Reps. Liz Cheney (R-Wyo.) and Adam Schiff (D-Calif.) said on Sunday that there is a possibility the Jan. 6 committee may make multiple criminal referrals.
The big picture: The committee's sixth and latest public hearing provided the most damning evidence to date of former President Donald Trump's role in the Jan. 6 attack on the Capitol.
Driving the news: While the Justice Department will ultimately decide whether or not to prosecute the former president, Cheney told ABC's "This Week" that the committee could make a criminal referral — or multiple criminal referrals.
- Cheney, who serves as the vice chair of the Jan. 6 committee, also noted that the Justice Department does not have to wait for the committee to make a criminal referral to take action.
- Schiff, a fellow Jan. 6 committee member, told CBS's "Face the Nation" that he agrees that there could be multiple criminal referrals.
What they're saying: "I think there's evidence the former president engaged in multiple violations of the law and that should be investigated," Schiff said.
- "For four years the Justice Department took the position that you can't indict a sitting president," he added. "If the department were now to take the position that you can't investigate or indict a former president, then a president becomes above the law. That's a very dangerous idea that the Founders would have never subscribed to."
- "What kind of man knows that a mob is armed and sends the mob to attack the Capitol and further incites that mob when his own vice president is under threat, when the Congress is under threat?" Cheney said.
More details: While both said they understood the political optics of criminal referrals against a former president, Cheney and Schiff said it was more important to hold people accountable for the Jan. 6 riot.
- "I have greater concern about what it would mean if people weren't held accountable for what's happened here," Cheney said. "I think it's a much graver constitutional threat if a president can engage in these kinds of activities and the majority of the president's party looks away or we as a country decide, you know, we're not actually going to take our constitutional obligation seriously."
- "It's certainly not a step to be taken lightly at all," Schiff said of criminal referrals. "At the same time, immunizing a former president who has engaged in wrongdoing, I would agree with our vice chair I think is more dangerous than anything else."
- He added: "The decision not to move forward with an investigation or not to move forward with the prosecution because of someone's political status or political influence or because they have a following, to me, that is a far more dangerous thing to our Constitution than following the evidence wherever it leads, including when it leads to a former president."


[Your goal]:
Lines in the records below that contain the word "right" must each be copied.
........
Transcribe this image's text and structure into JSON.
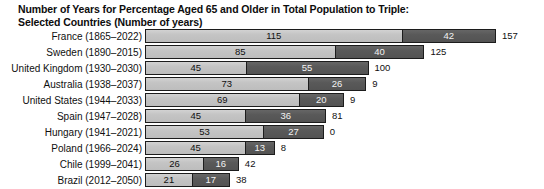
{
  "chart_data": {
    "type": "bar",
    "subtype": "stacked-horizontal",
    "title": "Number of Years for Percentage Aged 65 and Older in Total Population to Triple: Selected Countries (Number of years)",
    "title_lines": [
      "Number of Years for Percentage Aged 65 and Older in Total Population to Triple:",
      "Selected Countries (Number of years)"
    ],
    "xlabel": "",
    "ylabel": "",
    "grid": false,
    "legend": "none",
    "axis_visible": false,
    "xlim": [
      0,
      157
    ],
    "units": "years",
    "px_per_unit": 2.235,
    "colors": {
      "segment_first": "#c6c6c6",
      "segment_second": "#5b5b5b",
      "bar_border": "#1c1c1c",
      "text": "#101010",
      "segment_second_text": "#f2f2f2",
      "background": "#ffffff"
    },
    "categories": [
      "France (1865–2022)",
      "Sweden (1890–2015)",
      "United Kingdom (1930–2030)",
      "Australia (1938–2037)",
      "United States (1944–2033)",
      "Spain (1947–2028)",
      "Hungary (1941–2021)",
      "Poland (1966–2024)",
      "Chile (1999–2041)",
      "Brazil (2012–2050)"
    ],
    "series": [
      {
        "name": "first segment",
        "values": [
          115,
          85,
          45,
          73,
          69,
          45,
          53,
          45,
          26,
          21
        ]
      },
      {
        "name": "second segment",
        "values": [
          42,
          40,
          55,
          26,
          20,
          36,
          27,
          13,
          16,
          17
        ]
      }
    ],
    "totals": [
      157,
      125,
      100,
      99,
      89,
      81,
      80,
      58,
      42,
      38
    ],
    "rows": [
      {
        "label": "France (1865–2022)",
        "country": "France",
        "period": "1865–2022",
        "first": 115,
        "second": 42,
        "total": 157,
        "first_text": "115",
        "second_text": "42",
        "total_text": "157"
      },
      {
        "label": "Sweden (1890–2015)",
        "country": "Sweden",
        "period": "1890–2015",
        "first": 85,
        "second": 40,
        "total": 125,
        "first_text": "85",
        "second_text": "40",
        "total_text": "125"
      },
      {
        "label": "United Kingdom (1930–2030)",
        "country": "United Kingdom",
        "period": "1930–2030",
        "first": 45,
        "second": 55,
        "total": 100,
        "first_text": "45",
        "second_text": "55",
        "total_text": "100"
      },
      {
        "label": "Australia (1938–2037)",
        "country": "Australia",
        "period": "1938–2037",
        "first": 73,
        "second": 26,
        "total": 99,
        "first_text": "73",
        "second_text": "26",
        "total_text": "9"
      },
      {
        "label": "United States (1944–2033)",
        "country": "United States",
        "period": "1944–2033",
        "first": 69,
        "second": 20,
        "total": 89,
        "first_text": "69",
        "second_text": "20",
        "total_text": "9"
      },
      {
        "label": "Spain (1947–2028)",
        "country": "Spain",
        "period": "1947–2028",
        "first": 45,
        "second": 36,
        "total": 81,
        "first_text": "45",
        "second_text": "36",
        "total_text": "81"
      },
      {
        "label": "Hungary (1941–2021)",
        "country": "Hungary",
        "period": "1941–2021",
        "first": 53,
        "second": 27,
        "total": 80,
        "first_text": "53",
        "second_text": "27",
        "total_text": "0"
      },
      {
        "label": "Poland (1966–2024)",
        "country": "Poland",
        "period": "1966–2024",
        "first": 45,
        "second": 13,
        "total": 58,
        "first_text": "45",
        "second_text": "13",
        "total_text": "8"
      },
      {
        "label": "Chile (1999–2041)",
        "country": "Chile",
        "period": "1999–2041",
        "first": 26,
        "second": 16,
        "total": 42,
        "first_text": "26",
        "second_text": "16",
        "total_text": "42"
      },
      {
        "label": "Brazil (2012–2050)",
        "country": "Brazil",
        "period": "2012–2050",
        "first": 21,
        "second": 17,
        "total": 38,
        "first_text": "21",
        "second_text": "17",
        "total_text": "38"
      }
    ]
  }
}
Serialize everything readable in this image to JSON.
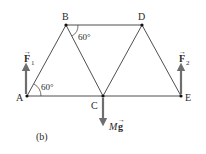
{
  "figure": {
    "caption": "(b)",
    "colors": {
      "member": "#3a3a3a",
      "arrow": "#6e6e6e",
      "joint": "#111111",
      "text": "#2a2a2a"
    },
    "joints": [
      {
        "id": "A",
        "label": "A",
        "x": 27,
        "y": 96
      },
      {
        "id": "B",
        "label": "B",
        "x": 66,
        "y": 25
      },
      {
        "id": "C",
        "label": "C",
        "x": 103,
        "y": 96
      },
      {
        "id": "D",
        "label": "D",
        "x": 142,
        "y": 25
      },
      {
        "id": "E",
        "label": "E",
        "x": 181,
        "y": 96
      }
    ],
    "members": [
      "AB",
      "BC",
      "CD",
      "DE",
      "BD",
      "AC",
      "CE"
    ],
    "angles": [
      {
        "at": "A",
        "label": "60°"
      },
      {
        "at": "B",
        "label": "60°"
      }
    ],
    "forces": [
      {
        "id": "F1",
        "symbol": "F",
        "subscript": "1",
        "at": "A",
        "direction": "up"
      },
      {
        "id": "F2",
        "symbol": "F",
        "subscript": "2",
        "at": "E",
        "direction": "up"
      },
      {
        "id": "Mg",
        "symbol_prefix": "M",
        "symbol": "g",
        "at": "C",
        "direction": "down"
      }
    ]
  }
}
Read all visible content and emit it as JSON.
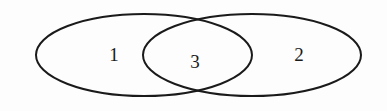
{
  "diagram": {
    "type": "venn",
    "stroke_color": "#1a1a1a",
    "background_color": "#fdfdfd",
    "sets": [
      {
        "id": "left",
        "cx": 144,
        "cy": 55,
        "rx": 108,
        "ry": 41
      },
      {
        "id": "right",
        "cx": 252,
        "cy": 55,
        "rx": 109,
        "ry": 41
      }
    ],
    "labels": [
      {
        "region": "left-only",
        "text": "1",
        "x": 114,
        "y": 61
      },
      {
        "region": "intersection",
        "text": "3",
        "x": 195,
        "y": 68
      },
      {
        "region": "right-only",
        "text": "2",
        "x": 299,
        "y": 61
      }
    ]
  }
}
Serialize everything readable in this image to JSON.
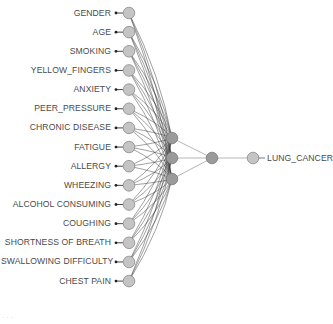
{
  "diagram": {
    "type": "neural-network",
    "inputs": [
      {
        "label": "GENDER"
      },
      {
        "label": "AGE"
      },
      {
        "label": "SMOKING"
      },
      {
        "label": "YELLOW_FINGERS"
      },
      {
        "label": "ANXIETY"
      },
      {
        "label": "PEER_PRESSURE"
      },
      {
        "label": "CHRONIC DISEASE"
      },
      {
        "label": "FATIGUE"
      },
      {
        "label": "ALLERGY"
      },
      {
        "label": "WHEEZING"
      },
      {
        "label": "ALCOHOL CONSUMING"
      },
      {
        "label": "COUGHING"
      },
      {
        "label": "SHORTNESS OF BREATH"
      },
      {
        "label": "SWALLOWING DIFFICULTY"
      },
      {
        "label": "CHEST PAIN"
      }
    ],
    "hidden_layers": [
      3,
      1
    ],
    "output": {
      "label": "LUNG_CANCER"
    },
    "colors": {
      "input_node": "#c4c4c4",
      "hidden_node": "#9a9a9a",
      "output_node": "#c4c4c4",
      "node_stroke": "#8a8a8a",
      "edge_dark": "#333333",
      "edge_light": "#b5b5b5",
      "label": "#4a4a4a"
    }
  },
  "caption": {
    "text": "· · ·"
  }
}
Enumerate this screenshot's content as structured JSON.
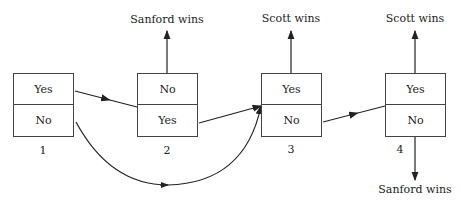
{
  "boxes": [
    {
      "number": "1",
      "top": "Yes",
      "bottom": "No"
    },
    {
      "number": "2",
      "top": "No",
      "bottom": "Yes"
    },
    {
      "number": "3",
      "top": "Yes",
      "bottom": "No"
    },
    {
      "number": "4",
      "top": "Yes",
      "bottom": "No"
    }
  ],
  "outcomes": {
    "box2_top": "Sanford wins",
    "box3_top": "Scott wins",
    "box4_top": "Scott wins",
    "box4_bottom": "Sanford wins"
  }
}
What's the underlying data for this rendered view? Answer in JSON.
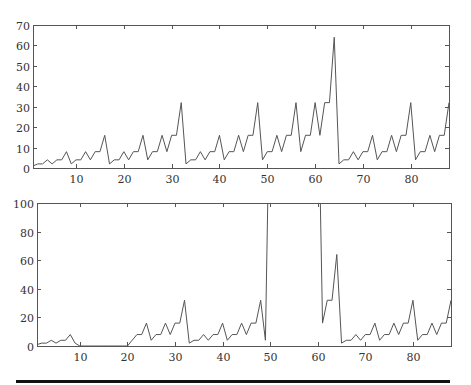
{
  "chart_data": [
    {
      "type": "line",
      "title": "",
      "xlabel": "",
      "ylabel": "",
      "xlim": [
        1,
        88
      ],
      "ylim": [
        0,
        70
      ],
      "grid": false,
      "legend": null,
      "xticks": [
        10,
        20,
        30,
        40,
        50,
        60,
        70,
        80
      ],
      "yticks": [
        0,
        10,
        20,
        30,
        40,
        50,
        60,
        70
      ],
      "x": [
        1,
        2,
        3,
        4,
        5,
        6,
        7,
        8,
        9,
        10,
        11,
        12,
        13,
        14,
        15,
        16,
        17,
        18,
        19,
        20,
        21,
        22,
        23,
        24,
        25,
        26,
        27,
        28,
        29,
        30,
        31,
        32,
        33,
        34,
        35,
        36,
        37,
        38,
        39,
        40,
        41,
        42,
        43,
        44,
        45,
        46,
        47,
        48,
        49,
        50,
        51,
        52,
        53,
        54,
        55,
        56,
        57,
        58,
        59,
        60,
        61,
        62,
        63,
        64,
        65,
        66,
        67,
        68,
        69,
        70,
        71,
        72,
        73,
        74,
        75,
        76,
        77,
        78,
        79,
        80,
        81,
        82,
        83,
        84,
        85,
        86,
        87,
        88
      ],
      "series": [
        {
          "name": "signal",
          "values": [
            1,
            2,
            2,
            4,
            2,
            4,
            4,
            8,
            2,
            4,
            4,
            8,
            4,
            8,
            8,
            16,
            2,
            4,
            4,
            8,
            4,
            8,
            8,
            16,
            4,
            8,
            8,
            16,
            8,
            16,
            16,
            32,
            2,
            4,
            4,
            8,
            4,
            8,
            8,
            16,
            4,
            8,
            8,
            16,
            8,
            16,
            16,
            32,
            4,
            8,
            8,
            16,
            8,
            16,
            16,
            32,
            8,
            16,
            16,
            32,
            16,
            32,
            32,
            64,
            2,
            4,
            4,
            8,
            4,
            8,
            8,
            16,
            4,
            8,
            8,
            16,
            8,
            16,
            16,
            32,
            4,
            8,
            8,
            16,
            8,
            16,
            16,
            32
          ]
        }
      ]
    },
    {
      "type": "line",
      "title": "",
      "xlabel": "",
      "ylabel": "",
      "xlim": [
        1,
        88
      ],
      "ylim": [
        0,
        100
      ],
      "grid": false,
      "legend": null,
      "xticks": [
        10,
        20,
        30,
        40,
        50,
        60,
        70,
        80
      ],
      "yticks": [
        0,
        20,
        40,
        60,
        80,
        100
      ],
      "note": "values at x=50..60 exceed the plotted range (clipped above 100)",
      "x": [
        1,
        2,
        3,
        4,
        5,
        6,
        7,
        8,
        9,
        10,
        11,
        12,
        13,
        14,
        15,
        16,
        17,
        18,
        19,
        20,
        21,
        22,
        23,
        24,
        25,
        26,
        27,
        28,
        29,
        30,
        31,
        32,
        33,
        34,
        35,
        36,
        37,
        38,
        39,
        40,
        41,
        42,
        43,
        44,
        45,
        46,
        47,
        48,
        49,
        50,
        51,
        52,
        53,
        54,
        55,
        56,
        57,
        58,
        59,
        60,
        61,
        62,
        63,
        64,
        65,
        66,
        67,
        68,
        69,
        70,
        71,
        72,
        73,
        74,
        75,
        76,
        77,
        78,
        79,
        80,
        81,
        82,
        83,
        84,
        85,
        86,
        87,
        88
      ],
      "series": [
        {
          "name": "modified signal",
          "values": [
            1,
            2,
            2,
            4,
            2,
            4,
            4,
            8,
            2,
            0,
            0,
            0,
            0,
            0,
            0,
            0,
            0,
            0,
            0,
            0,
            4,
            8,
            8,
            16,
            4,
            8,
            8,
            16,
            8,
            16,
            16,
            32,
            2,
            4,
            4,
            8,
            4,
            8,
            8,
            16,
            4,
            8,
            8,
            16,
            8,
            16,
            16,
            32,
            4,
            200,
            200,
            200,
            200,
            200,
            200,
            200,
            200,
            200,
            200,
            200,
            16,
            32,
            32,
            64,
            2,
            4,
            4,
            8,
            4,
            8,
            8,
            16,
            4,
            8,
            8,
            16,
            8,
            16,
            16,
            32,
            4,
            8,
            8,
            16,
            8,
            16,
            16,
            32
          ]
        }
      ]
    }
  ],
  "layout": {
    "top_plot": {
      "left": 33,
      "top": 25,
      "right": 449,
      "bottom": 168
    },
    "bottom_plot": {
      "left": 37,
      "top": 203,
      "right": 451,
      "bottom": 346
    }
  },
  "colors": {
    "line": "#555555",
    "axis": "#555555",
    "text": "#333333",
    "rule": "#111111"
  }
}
........
[Answer to this exercise]:
        "id": "right",
        "region": "right-only",
      "right": 449,
      "right": 451,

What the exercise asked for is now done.